The Food and Drug Administration found in a series of inspections that the center had failed to correct manufacturing problems in a lab that makes experimental drugs injected into psychiatric patients to help capture images of brain activity.
In one warning letter, an FDA office in New York described problems dating back to at least 2004. It cited a litany of violations, including a failure to reject batches of medication that didn't pass required tests. The drugs were for patients undergoing a type of brain scan called positron emission tomography, or PET.
"We are concerned about the quality control systems and procedural problems that have allowed these significant deficiencies to occur," the FDA told the center in the letter, written in December 2008.
In a statement sent Saturday to The Associated Press, Columbia University Medical Center said it was restructuring the laboratory that produces the drugs for the Kreitchman PET Center.
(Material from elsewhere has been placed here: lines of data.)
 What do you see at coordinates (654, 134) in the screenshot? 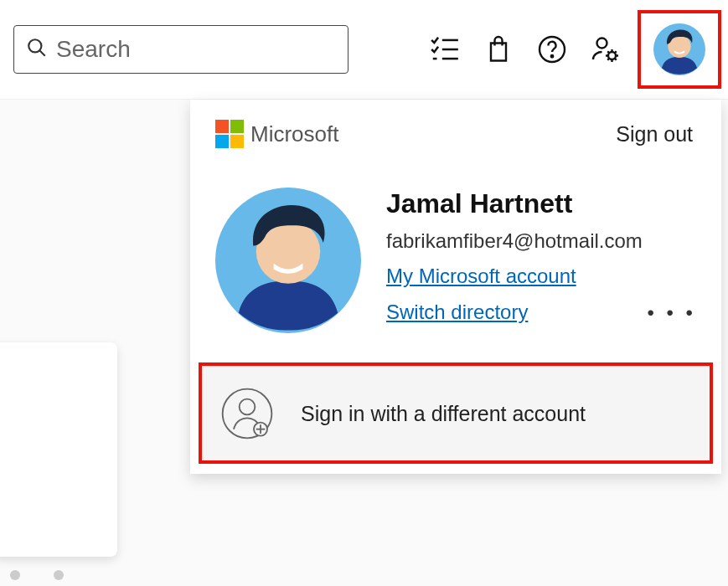
I see `sign-out-link: Sign out` at bounding box center [654, 134].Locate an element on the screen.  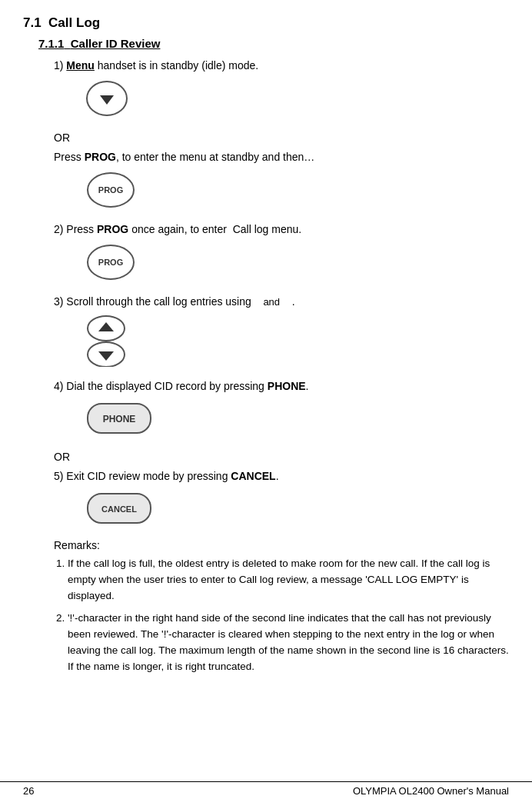
phone-button: PHONE is located at coordinates (297, 420).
It said an internal investigation, performed at the FDA's request, had found "no evidence of patient harm," but that all activities relying on the manufactured compounds had been suspended while reforms were undertaken.
"We acknowledge serious shortcomings of quality control in the manufacturing process and record keeping at this lab," said Dr. David Hirsh, the medical center's executive vice president for research.
"That is why we are fundamentally reorganizing the lab's management and operations in response to what the FDA told us. When manufacturing resumes under new leadership, it will meet the strictest standards and best practices for ensuring the quality of these materials," Hirsh said.
The problems at the imaging center and the halt in research were first reported late Friday by The New York Times.
The PET Center remains in operation during the shakeup, and patients continue to receive treatment, Columbia said.
The problems at the center involved radiotracing drugs injected into a patient's brain to assist in capturing images used to study brain activity.
The drugs are not supposed to have any effect on the patient and they degrade quickly - so fast, in fact, that imaging centers must often manufacture them on the spot, rather than buy them from outside vendors.
The manufacturing process is strictly regulated by the FDA.
Dr. Alexander Neumeister, a psychiatrist with the molecular imaging program at the Mount Sinai School of Medicine, said PET centers across the country routinely test tracers for sterility and purity just minutes before they are injected, while the patient is lying on the table.
The tests, he said, turn up impurities about 1 percent to 3 percent of the time, and make it nearly impossible to unknowingly inject adulterated medications.
"You'd have to be an idiot," Neumeister said, adding that he was speaking generally about the testing procedure, rather than the situation at the Kreitchman PET Center. "It's like being pregnant - either you are, or you're not; it's very clear, there's no gray zone, no ambiguity."
If an impure tracer is used, any resulting scientific studies "are compromised," Neumeister said. It also might affect a person's health condition in unpredictable ways, like inducing allergies or worsening depression.
"It's not that you're killing a patient," he said, but, "you might be exposing your patient to various other levels of danger."
Among the problems at Columbia cited by the FDA were a failure to set up appropriate sterility tests, poor record keeping and lapses in training.
"If you're approved by the FDA to administer compounds that pass purity tests, and then inject substances that do not meet quality assurance regulations, you are breaking a sacred trust," said Dr. Nancy C. Andreasen, a former editor-in-chief of the American Journal of Psychiatry.
Andreasen, of the University of Iowa, an internationally known PET researcher, said the resulting studies are often used to determine dosages for treating patients in ordinary clinical settings. "And if a study is messed up, you could be overmedicating or undermedicating a patient," she said.